By then I had already developed a routine despite my young age. I would wait patiently until Ma went to the back by the cattle pen (that's another story) for the rope to tie the bundle of firewood. I was quick about it. Ma always saved a few pieces of burnt and misshapen roti to feed the chickens. These she would break, or rather, crack into pieces, and soak in

an enamel plate with water. She would call the chickens even as they ran to her. They too had developed a routine.
With her ankle-high "gangaree" lifted and tucked into her waist, Ma would lean backwards and make her calling sound so that the chickens knew it was feeding time.

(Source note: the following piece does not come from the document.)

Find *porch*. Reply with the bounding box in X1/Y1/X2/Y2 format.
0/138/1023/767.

"Ah! Ah! Ah!" Ma sang into the evening. The chickens ran to her as if shot from catapults, half flying off the ground with excitement. She would toss the wet, soaked pieces of roti into a roiling sea of feathers, a flapping of murderous wings being wielded as clubs, and a well-established pecking order. Some of the pieces of roti would either be too large, or remained stubbornly resistant to the water-soak in the chipped enamel plate. And so, a few chickens stood outside the feeding circle, struggling and choking to get the tough roti down, eyes bulging, necks thrusting up and out with herculean, peristaltic effort.
Their quota of the evening feed would be significantly reduced when Ma and I went "Up-the-Hill" to gather firewood. I would quickly pocket the few pieces of this old and hard roti when she was safely out of the way in the cattle pen. The roti was as stiff as a piece of board. Some of the pieces when snapped sounded like the breaking of dry twigs.

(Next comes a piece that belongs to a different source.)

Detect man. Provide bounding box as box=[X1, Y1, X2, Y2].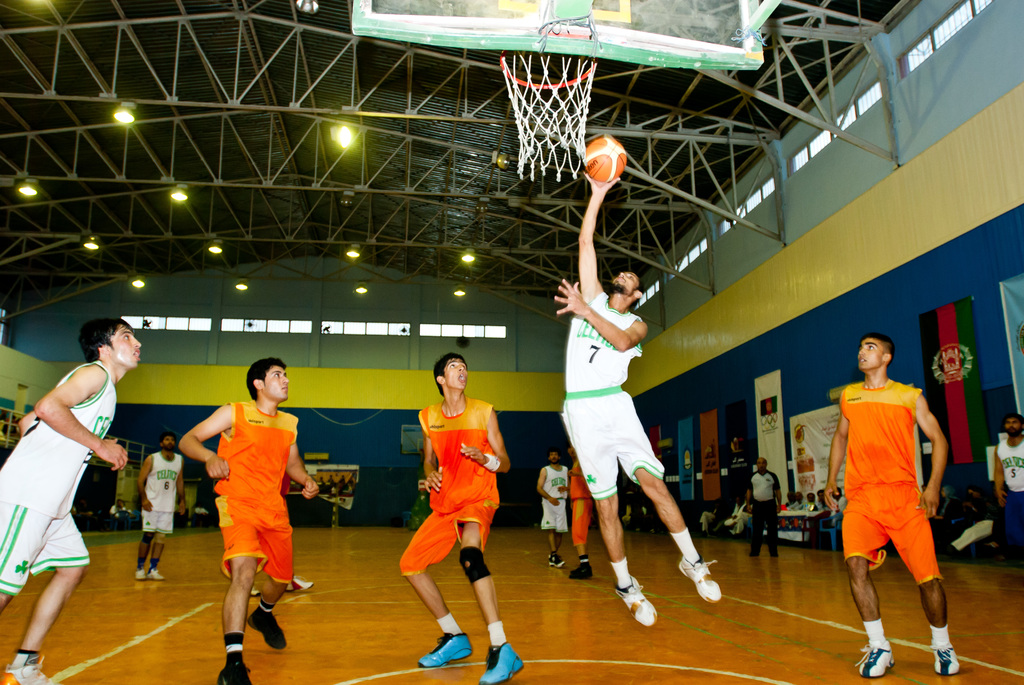
box=[746, 453, 788, 565].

Ma was a quick walker. She made up for her diminutiveness with a pace that quickly lengthened the distance between us as she strode. Of course, I malingered – kicking a pebble or two, or stopping with some exaggeration to inspect a dead insect on the dusty, gravel road. My ulterior motive was to have her put as much distance between us after she crossed the bridge under which the river flowed.
It was dark under the bridge where the river disappeared on one side, to emerge with effervescence into the sparkling light on the other. Ma would be striding up the hill when I dropped a few pieces of the purloined roti into the water on one side of the bridge. I would quickly run to the other side to watch it emerge.

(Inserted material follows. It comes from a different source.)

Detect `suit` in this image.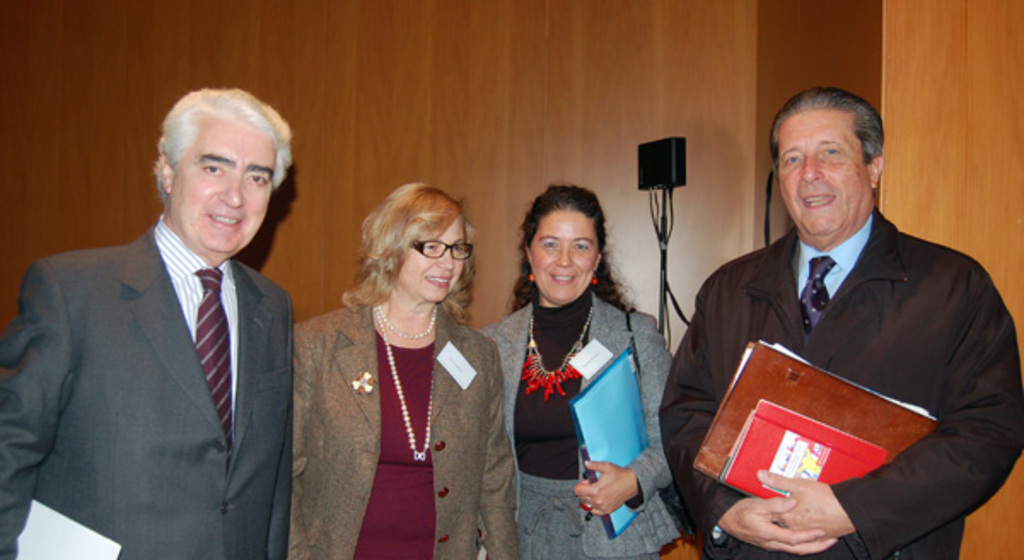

Following the roti as it floated away with the current were sleek, lithe fish. They lived under the bridge, in the shadows and among the weeds that grew there. They emerged to chase the roti, grabbing it with a plop on the surface and pulling it down and back under the bridge. Sometimes there was a roiling, similar to the chickens, as the fish competed for the roti crusts.
At times I would be rewarded with the appearance of a fish as long and thick as my youthful person. It would glide out of the darkness, causing the smaller fish to scatter like torpedoes. A row of sharp teeth would grab the roti and immediately reject it with a contemptuous shake of the large head. As it arrived, so the fish left – a flash of silver and then the renewed gurgle of a timeless, flowing river.
By then Ma would be calling insistently from the distance. The wind would bring her voice down from the slope of the hill, its tone a thrill of vexation. I knew well that to push an extended stay on the bridge over the river could turn disastrous when I caught up with her. A wilderness of shrubs thrived on the hill. A "switch" was just too handy for Ma to "crack" a few lashes on my tiny legs, with a stinging reminder on my thin behind, as she intoned that I could fall into the river.
We gathered firewood from under the mango tree. It was tall with boughs that grew out of a solid trunk that would take more than a few boys my age to wrap their arms around. The wind that had carried Ma's calls to me was a gentle flutter among its leaves. Among the green were hints of yellow, ripening mangoes.
I aimed for the sky, fruitlessly pelting with Ma's gathered firewood. I could reach only the lower branches. Ma's hard work became permanently entangled. No mangoes fell.
"This child over harden," she would say, holding the small of her back with both hands and shaking her head at the smaller bundle of firewood. As we trudged home, I wondered what she would say when she discovered the roti missing that she used for chicken feed.